Pelican Inlet vs. Comparable Communities
The honest way to place Pelican Inlet is against the other condo communities a value-minded buyer on this stretch of A1A is realistically weighing. Each trades something different.
| Community | How it compares to Pelican Inlet |
|---|---|
| Summerhouse | The big gated neighbor: four pools, racquet club, and a rental machine, at a higher price and fee tier. Pelican Inlet answers with the lower entry, the inclusive fee, and the Intracoastal-side boat access Summerhouse cannot match. |
| Trade Winds | Boutique direct-oceanfront at Crescent Beach: the dune at your slider instead of across the road. Pelican Inlet trades the oceanfront position for meaningfully lower entry money and the two-waters location. |
| Four Winds | The oceanfront unit-type ladder just south: flats to tri-levels with dune walkovers and an on-site rental office. Pelican Inlet is the simpler, cheaper play, one plan, west side, boat ramp next door. |
| Colony Reef Club | Oceanfront near Crescent Beach with larger floor plans and an indoor pool, at bigger money. Choose Colony Reef for space and amenity, Pelican Inlet for the entry price and the kayak life. |
| Sea Place | Townhouse-style beach living closer to town with a quieter, more residential rhythm. Pelican Inlet counters with the lower entry tier and the Intracoastal access; Sea Place counters with more living space per dollar of fee. |
| Ocean Village Club | Gated and near the pier district with an inclusive fee of its own. Ocean Village buys proximity to town; Pelican Inlet buys the quieter corridor, the boat ramp, and typically less entry money. |
Pelican Inlet case against this field is simple: the lowest verified entry prices, an unusually inclusive $490 fee, and the only two-waters position in the group, sand across the street and a boat ramp next door. The case against it is the compact single format, the across-the-road beach walk, and a 1970s-80s era that demands the documents be read.
The Honest Trade-offs
Pros
- Verified mid-$200s closings: among the lowest coastal entries in the county.
- $490 fee covering cable, water, sewer, trash, exterior, and master policy.
- Beach walkway across A1A; public Intracoastal boat ramp next door.
- Kayak and small-watercraft storage, pool, tennis, and pickleball on site.

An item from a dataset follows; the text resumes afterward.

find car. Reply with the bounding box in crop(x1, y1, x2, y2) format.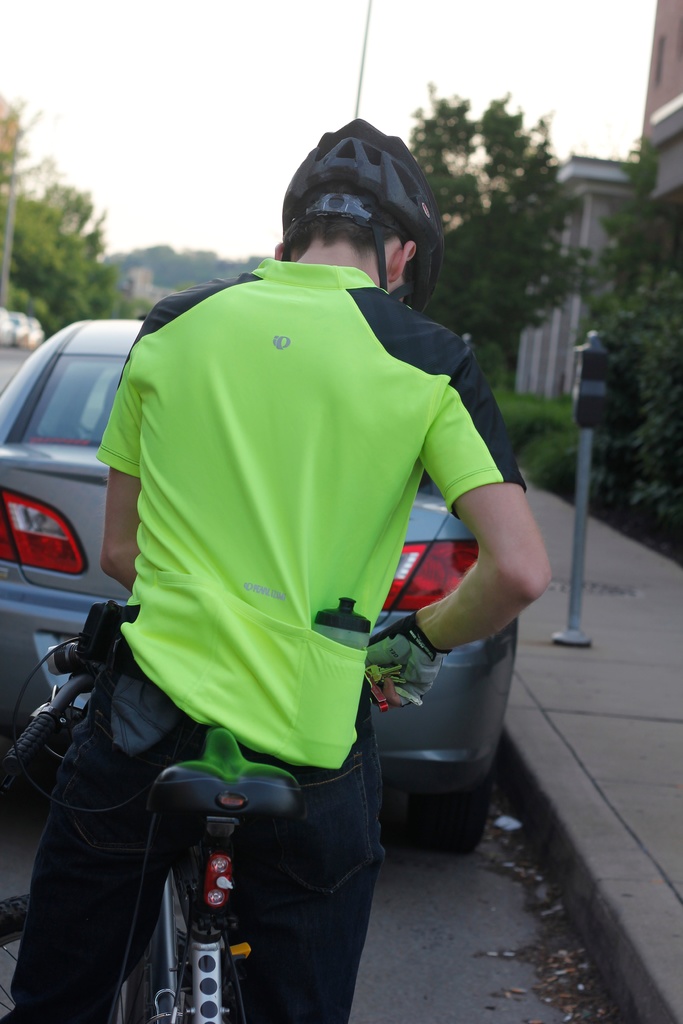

- Clean comps: one floor plan makes pricing unusually transparent.
- Rental flexibility and pet-friendly reputation widen the buyer pool.
Cons
- 1970s-80s buildings: era systems and association reserves demand diligence.
- Compact ~968-980 sf flats; there is no bigger plan to move up to.
- West side of A1A: the beach is a crosswalk away, not at your patio.
- Short-stay rentals operate here; summers run busier than winters.
- Conflicting build-year records (1974 vs 1982) require verification.
- Sale-approval restrictions and small-market comps reward expert help.